Journalist and author Wil Haygood has been named the winner of this year’s Ambassador Richard C. Holbrooke Distinguished Achievement Award, the Dayton Daily News reports.
The annual award is presented by the Dayton Literary Peace Prize Foundation, and recognizes lifetime achievement in promoting peace through the written word.
Haygood is best known as the author of The Butler: A Witness to History, a 2013 book about Eugene Allen, a longtime White House waiter and maître d'hôtel. The book was based on Haygood’s Washington Post article “A Butler Well Served by This Election”; that article was adapted into a film, also called The Butler, by director Lee Daniels in 2013.

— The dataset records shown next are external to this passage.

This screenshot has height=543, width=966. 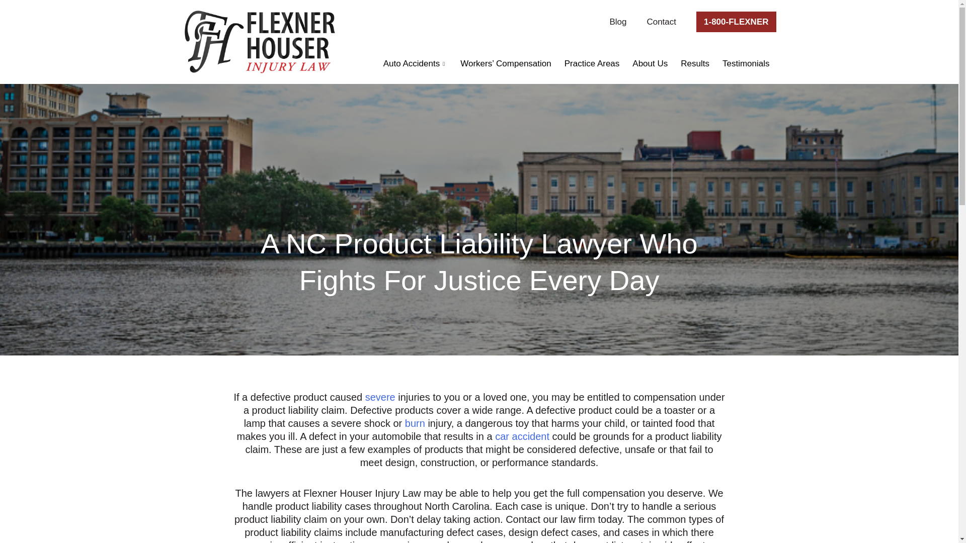 What do you see at coordinates (746, 64) in the screenshot?
I see `Testimonials` at bounding box center [746, 64].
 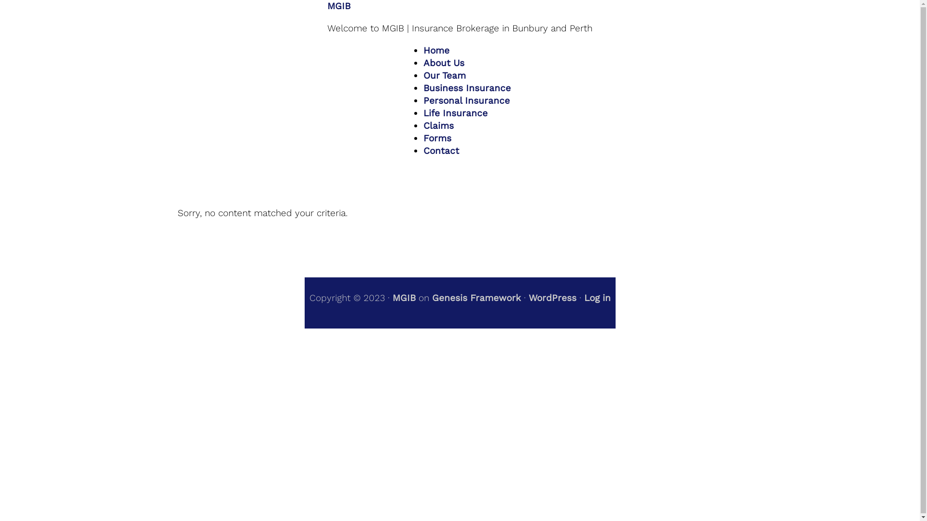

Haygood’s other books include In Black and White, Sweet Thunder, Tigerland, and, most recently, Colorization, a history of Black films in the United States.
“For three decades, Haygood has captured the sweep of American culture, focusing on the rarely or never-told stories of the Black experience with the analysis that this nation so desperately needs,” Dayton Literary Peace Prize Foundation chair Sharon Rab said. “We are thrilled to honor one of Ohio’s greatest authors with the international recognition that his body of work deserves.”
The Holbrooke Award is named for the U.S. assistant secretary of state who was instrumental in brokering the Dayton Agreement in 1995, which led to the recognition of Bosnia and Herzegovina and ended the yearslong war that plagued that part of the former Yugoslavia.
Past winners of the prize have included Louise Erdrich, Gloria Steinem, John Irving, and Margaret Atwood.
Michael Schaub, a journalist and regular contributor to NPR, lives near Austin, Texas.